Some senior Republicans are even less convinced. Larry Hogan, the former governor of Maryland, said DeSantis had underperformed. “[His] campaign is one of the worst I’ve seen so far, and he’s dropped like a rock. I think it’s getting close to being over,” he told CBS’s The Takeout.

The veteran Republican strategist Rick Wilson told the Guardian last month that the anti-woke governor was “all hat, no cattle”.

The DeSantis campaign continues to project an air of confidence. “This is a marathon, not a sprint,” he told reporters in Texas, according to NBC, after the network’s poll showed him with only 22% support from Republican primary voters, down from 31% in April.

“[Joe] Biden beats Trump in the swing states and I beat Biden handily in the swing states. That’s ultimately the election right there. If you don’t have a path to do that, then nominating [Trump] doesn’t make sense.”
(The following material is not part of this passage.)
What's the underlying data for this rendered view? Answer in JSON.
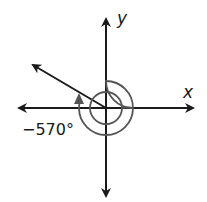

Despite the defiance, there is evidence to suggest DeSantis is becoming more aware that some of his extreme actions in Florida might not be popular on the national stage.

He has largely avoided the debate over abortion after signing a six-week ban in his home state; and, significantly, made a legal move this week seeking to postpone the trial in Disney’s lawsuit against him until after the 2024 election. A wave of Republicans, including the former New Jersey governor Chris Christie, a presidential nomination rival, have accused DeSantis of betraying conservative values by retaliating against a private company for disagreeing with him.

One national issue DeSantis believes will be a winner for him is his stance on immigration. He has made several trips to the border, where he has committed Florida law enforcement resources to combat what he calls “Biden’s border crisis”.

But immigration advocates think DeSantis’s agenda and proposals will put off even more voters.

“He wants to overturn the 14th amendment, indefinitely detain children, and create a mass-deportation regime that would uproot families and destabilize communities across the country. It’s as ugly as it is unworkable,” said Zachary Mueller, political director of America’s Voice.

“It encapsulates the Republican party’s ongoing descent into dangerous extremism on immigration, all politics and red meat for the base and no real solutions or efforts to move beyond perpetual chaos, fearmongering, and bigoted extremes.”

Craig, meanwhile, believes DeSantis is running short on both time and personality.

“I used to view him as fairly charismatic, but his recent performance seems to belie that,” he said.

“Maybe he can smooth it out. Richard Nixon wasn’t Mr Charisma and he got elected, so it’s certainly not impossible.

“But DeSantis is facing the big guy and I don’t think he’s got a lot of room left. He needs to gain momentum somehow in the next month or two or some of the people who would like to move on from Trump may also decide it’s time to move on from DeSantis.”